If there's an entry in the "tag" column, then you can display the star's data with the common name immediately to its right in that row. I should have added that I filled in common names for some of the bright stars, like Deneb, even though there is no way to display them that way. You can try out the options. Just go to the modified entry form I posted here: http://www.fer3.com/arc/USNO-data-NavList.html. Try object name "87". You'll get data for "bet peg" or beta Pegasi in the output page.
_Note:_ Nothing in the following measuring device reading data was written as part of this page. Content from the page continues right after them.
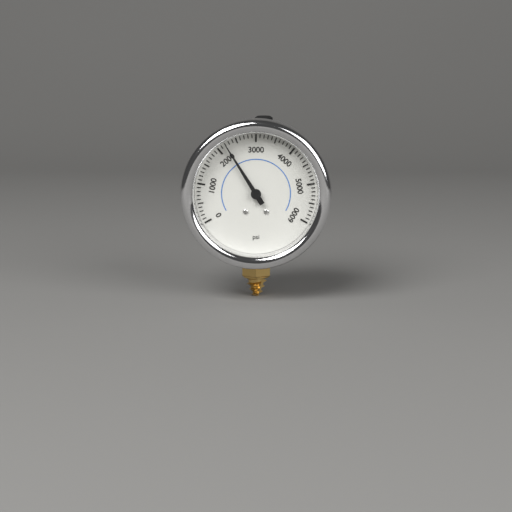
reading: 2200 psi
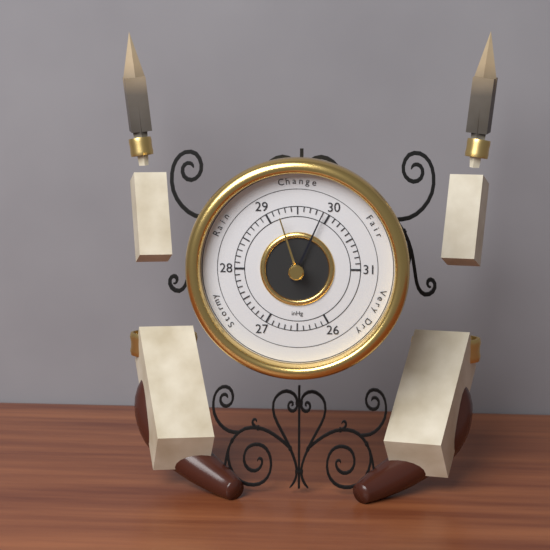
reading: 29.9 inHg
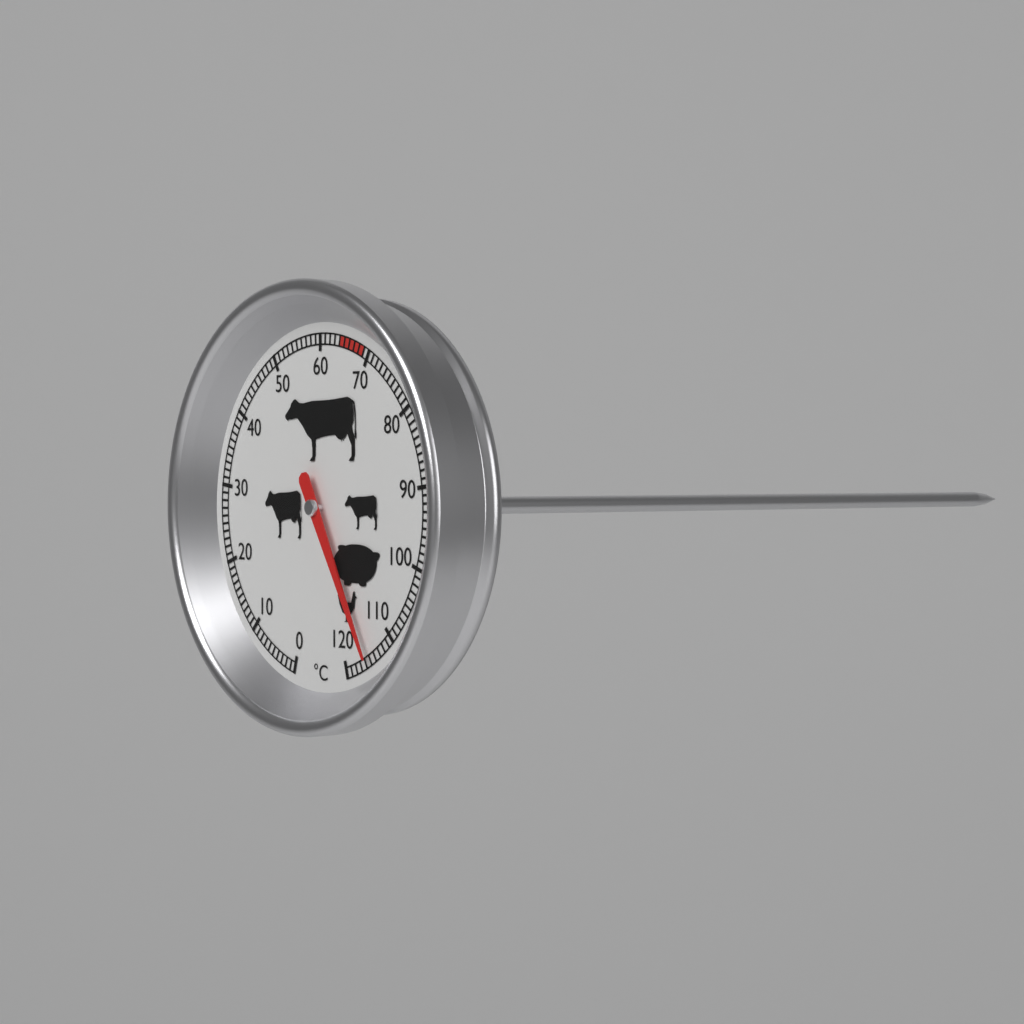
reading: 115 °C
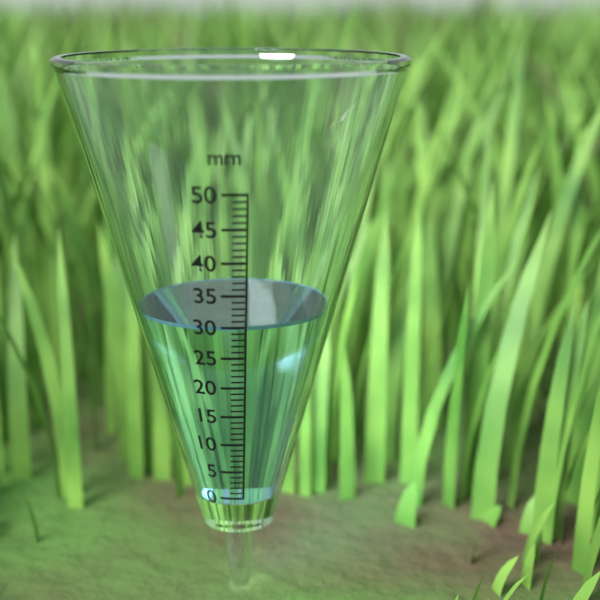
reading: 30 mm
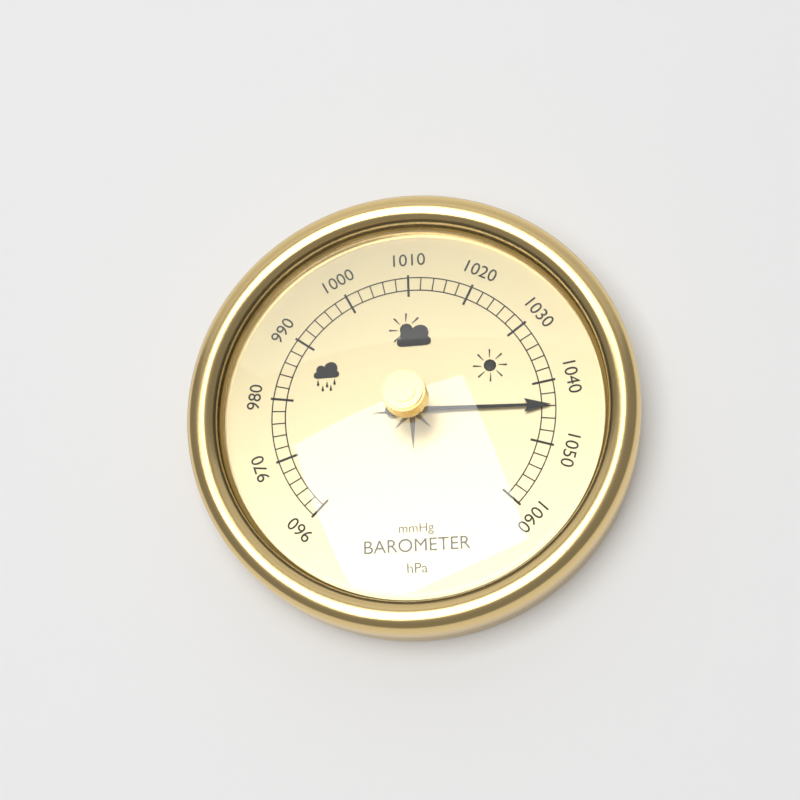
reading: 1044 hPa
There is also an aspect of the software that adds nothing to the list but shows us how it searches for the names. If you enter just "bet" or "be" or even just "b", the output page will return data for "bet cet" or beta Ceti. This is the first "bet" in the bayer list. I don't include the "bet" tag in the table because it's not really an independent tag. It's merely evidence of the lookup algorithm. It produces the same output page as entering "4" for the object name. That star, in fact, has another traditional name, Diphda, and that name has the three-character tag "dip" so that's what's in the table. Entering "dip" as a body ID yields the same numerical data (same GHA, Dec, etc.) but labeled with "Diphda". You could just ignore the tag column completely if you don't care about seeing the traditional names. They don't generate any new numerical data.
Maybe I should describe it another way. You can enter any of the numbers in the N column as a body ID. You can enter any of the three-letter codes in the tag column as a body ID. Those produce all of the possible unique output pages. There are other codes that "accidentally" repeat some of the output pages. And of course there are the body ID codes I listed earlier for today for the planets (plus non-planet Pluto). Shortened to three letters, they are sun, moo, mer, ven, ear, mar, jup, sat, ura, nep, plu. And there are two group codes all and ss which I also described earlier. And that's all the three-character codes that produce independent, unique output pages. That's all there is.
I'm not suggesting there's anything important in this. It's just fun to see what data you can get from the "official" USNO celestial navigation data web tool. It's mostly what you would expect with some oddball exceptions, like G Sco and N Vel and Pluto. They're hidden because they are officially and quite reasonably not important.